Please don’t blame me for the poster’s length. Sure, the above poster is an advertisement for Broadbandwherever, and it’s only for the first 28 years of satellite history, but it’s interesting and pretty nonetheless.
It also shows the progression of capability endowed to each generation of satellites through the years. From the beeping Soviet Sputnik to the Czechoslovakian Magion 1, which was used to gather data and study magnetic fields, almost all the satellites look different and probably increased in size (not indicated on the poster).
Note they call Sputnik 2 the “First Biological Spacecraft”? That’s because the Soviets sent a dog, Laika, into space. It took the Soviets only 26 days to build and launch a capsule almost from scratch that could keep a dog alive. The Soviets had been launching dogs into high altitude with sub-orbital rockets, parachuting them back to Earth safely, so the Soviet engineers had that core to work with.

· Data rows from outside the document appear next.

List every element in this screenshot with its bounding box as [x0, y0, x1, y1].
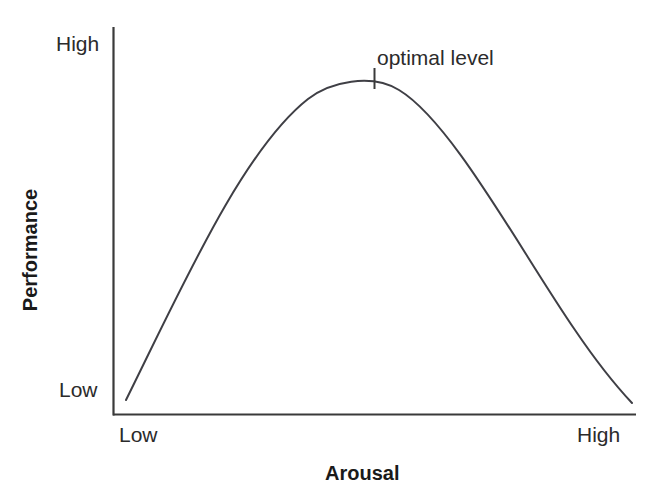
chart-canvas: Performance High Low Low High Arousal op… [0, 0, 665, 497]
y-axis-title-text: Performance [20, 189, 40, 311]
y-axis-tick-high: High [56, 33, 99, 54]
inverted-u-curve [126, 81, 632, 403]
chart-plot-area [0, 0, 665, 497]
x-axis-tick-high: High [577, 424, 620, 445]
y-axis-tick-low: Low [59, 379, 98, 400]
y-axis-title: Performance [10, 150, 50, 350]
x-axis-title: Arousal [325, 463, 399, 483]
x-axis-tick-low: Low [119, 424, 158, 445]
optimal-level-annotation: optimal level [377, 47, 494, 68]
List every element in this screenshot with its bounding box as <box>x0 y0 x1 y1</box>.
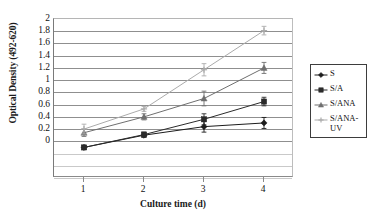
chart-legend: SS/AS/ANAS/ANA-UV <box>310 64 367 138</box>
x-axis-tick-label: 2 <box>128 184 158 194</box>
legend-label: S/ANA <box>330 99 356 109</box>
series-s-a <box>81 97 266 150</box>
data-point-marker <box>81 145 86 150</box>
chart-figure: Optical Density (492-620) 21.81.61.41.21… <box>0 0 377 220</box>
legend-item-s-ana-uv[interactable]: S/ANA-UV <box>314 114 364 133</box>
data-point-marker <box>261 28 267 34</box>
legend-item-s[interactable]: S <box>314 69 364 80</box>
data-point-marker <box>261 99 266 104</box>
x-axis-tickmarks <box>53 177 293 183</box>
y-axis-tick-labels: 21.81.61.41.210.80.60.40.20 <box>22 0 50 180</box>
y-axis-tick-label: 0.6 <box>24 99 50 108</box>
x-axis-title: Culture time (d) <box>53 199 293 209</box>
y-axis-tick-label: 1.2 <box>24 62 50 71</box>
y-axis-tick-label: 2 <box>24 14 50 23</box>
legend-marker-icon <box>314 70 328 80</box>
data-point-marker <box>261 65 267 71</box>
x-axis-tick-label: 1 <box>68 184 98 194</box>
legend-item-s-a[interactable]: S/A <box>314 84 364 95</box>
x-axis-tick-labels: 1234 <box>53 184 293 198</box>
y-axis-tick-label: 0.4 <box>24 111 50 120</box>
data-point-marker <box>201 67 207 73</box>
series-s-ana <box>81 62 267 136</box>
x-axis-tickmark <box>203 177 204 182</box>
series-s <box>81 117 267 150</box>
y-axis-tick-label: 0 <box>24 136 50 145</box>
data-point-marker <box>201 117 206 122</box>
data-point-marker <box>81 126 87 132</box>
legend-label: S/A <box>330 84 343 94</box>
y-axis-title: Optical Density (492-620) <box>8 0 18 148</box>
data-point-marker <box>261 120 267 126</box>
legend-marker-icon <box>314 115 328 125</box>
y-axis-title-container: Optical Density (492-620) <box>0 0 20 180</box>
x-axis-tickmark <box>83 177 84 182</box>
x-axis-tickmark <box>143 177 144 182</box>
data-point-marker <box>141 132 146 137</box>
y-axis-tick-label: 0.2 <box>24 124 50 133</box>
y-axis-tick-label: 1.8 <box>24 26 50 35</box>
x-axis-tickmark <box>263 177 264 182</box>
series-layer <box>54 19 294 178</box>
legend-label: S/ANA-UV <box>330 114 364 133</box>
y-axis-tick-label: 0.8 <box>24 87 50 96</box>
x-axis-tick-label: 4 <box>248 184 278 194</box>
y-axis-tick-label: 1.6 <box>24 38 50 47</box>
x-axis-tick-label: 3 <box>188 184 218 194</box>
legend-marker-icon <box>314 100 328 110</box>
legend-marker-icon <box>314 85 328 95</box>
y-axis-tick-label: 1.4 <box>24 50 50 59</box>
data-point-marker <box>201 95 207 101</box>
plot-area <box>53 18 293 177</box>
legend-item-s-ana[interactable]: S/ANA <box>314 99 364 110</box>
y-axis-tick-label: 1 <box>24 75 50 84</box>
legend-label: S <box>330 69 335 79</box>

The intent was to launch Sputnik 2 in time for the 40th anniversary of the Soviet Union’s founding (the Bolshevik Revolution). According to the book “Red Moon Rising,” the idea was conceived by Nikita Khrushchev, the leader of the Soviet Union at the time, to rub the US’ nose in Soviet Space Superiority propaganda. And so they did it, launching the last R-7 rocket/missile they had–26 days after Khrushchev’s go-ahead decision. The Soviets not only launched a satellite, but one with a living being in it. The United States, well, still hadn’t launched a single satellite–even though it had NAZI rocket scientists in Alabama with a working rocket. Sputnik 2’s success is what pushed the US over the edge into the Space Race with the Soviet Union. The current US government, military, and contractors could learn a few things from that historical achievement.
Laika apparently died from overheating a few hours into the flight, according to the wiki. But minstrel Jonathan Coulton has a nice tribute song for Laika, below.